Introducing Totally Nonparallel Immersions

Abstract

An immersion of a smooth n-dimensional manifold M Rq is called totally nonparallel if, for every distinct x, y ∈ M, the tangent spaces at f(x) and f(y) contain no parallel lines. Given a manifold M, we seek the minimum dimension TN(M) such that there exists a totally nonparallel immersion M RTN(M). In analogy with the totally skew embeddings studied by Ghomi and Tabachnikov, we find that totally nonparallel immersions are related to the generalized vector field problem, the immersion problem for real projective spaces, and nonsingular symmetric bilinear maps. Our study of totally nonparallel immersions follows a recent trend of studying conditions which manifest on the configuration space Fk(M) of k-tuples of distinct points of M; for example, k-regular embeddings, k-skew embeddings, k-neighborly embeddings, etc. Typically, a map satisfying one of these configuration space conditions induces some Sk-equivariant map on the configuration space Fk(M) (or on a bundle thereof) and obstructions can be computed using Stiefel-Whitney classes. However, the existence problem for such conditions is relatively unstudied. Our main result is a Whitney-type theorem: every n-manifold M admits a totally nonparallel immersion into R4n-1, one dimension less than given by genericity. We begin by studying the local problem, which requires a thorough understanding of the space of nonsingular symmetric bilinear maps, after which the main theorem is established using the removal-of-singularities h-principle technique due to Gromov and Eliashberg. When combined with a recent non-immersion theorem of Davis, we obtain the exact value TN(RPn) = 4n-1 when n is a power of 2. This is the first optimal-dimension result for any closed manifold M ≠ S1, for any of the recently-studied configuration space conditions.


- _WORK INSTRUCTIONS_
What lines below hold the string "symptoms"? Copy them all.

- _SOURCE INFORMATION_
# # #

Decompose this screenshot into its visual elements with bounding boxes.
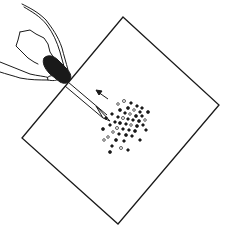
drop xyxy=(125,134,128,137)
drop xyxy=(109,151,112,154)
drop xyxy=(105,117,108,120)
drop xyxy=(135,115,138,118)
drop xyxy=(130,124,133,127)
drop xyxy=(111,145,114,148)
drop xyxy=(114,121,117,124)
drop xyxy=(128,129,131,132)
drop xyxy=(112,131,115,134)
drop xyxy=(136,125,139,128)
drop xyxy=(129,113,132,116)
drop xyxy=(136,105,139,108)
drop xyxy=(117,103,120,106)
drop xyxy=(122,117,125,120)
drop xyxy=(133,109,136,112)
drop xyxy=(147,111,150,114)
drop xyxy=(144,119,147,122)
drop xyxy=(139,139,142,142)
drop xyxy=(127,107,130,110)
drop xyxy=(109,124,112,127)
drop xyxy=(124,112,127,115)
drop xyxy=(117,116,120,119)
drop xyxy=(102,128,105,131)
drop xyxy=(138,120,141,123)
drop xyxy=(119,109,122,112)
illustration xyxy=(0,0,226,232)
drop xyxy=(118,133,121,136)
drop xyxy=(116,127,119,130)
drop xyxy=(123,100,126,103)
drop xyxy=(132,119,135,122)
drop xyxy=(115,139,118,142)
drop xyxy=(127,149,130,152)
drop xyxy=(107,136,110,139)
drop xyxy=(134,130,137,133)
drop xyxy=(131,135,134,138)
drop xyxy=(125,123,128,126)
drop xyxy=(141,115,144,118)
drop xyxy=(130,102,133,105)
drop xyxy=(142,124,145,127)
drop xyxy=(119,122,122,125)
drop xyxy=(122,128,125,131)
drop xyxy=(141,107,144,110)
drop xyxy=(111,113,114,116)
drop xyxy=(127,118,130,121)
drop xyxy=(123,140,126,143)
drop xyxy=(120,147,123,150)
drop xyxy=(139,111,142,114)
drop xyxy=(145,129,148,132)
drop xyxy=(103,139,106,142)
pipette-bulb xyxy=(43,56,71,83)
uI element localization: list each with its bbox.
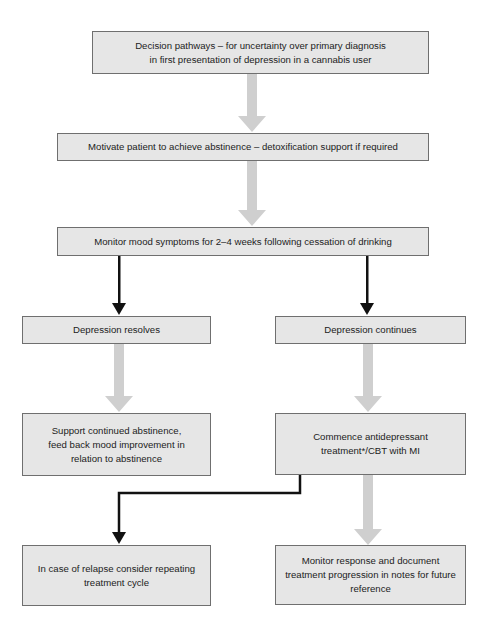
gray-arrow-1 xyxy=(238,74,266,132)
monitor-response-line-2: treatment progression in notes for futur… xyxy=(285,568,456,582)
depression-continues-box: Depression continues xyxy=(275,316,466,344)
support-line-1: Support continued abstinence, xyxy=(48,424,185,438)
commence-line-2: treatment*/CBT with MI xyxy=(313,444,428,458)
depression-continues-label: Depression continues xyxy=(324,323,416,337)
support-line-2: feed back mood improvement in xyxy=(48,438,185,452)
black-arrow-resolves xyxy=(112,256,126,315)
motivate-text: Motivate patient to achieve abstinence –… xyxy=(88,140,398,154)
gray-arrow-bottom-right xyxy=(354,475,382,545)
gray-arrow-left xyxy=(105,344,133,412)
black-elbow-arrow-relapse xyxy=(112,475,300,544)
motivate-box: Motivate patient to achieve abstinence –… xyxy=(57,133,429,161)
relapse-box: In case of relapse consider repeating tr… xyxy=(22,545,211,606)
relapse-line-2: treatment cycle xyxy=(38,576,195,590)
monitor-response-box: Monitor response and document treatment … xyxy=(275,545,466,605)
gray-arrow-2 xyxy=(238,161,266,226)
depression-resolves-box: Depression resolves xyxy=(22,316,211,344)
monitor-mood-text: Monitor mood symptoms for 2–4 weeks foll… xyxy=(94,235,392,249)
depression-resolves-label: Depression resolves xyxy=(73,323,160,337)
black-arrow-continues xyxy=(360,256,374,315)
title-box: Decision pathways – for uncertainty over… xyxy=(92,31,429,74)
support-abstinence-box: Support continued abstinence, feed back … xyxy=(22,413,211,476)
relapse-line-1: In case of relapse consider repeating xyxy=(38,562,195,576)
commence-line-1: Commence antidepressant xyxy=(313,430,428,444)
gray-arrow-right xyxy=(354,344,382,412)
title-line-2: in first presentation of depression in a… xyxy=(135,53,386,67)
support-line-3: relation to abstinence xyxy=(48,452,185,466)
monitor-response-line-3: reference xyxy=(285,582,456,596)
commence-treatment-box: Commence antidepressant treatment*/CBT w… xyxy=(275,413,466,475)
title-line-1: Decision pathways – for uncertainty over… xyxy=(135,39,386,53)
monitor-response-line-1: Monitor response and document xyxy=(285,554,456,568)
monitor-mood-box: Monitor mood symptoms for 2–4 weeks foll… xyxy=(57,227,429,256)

# # #

- _TASK ANSWER_
monitor-mood-text: Monitor mood symptoms for 2–4 weeks foll… xyxy=(94,235,392,249)
monitor-mood-box: Monitor mood symptoms for 2–4 weeks foll… xyxy=(57,227,429,256)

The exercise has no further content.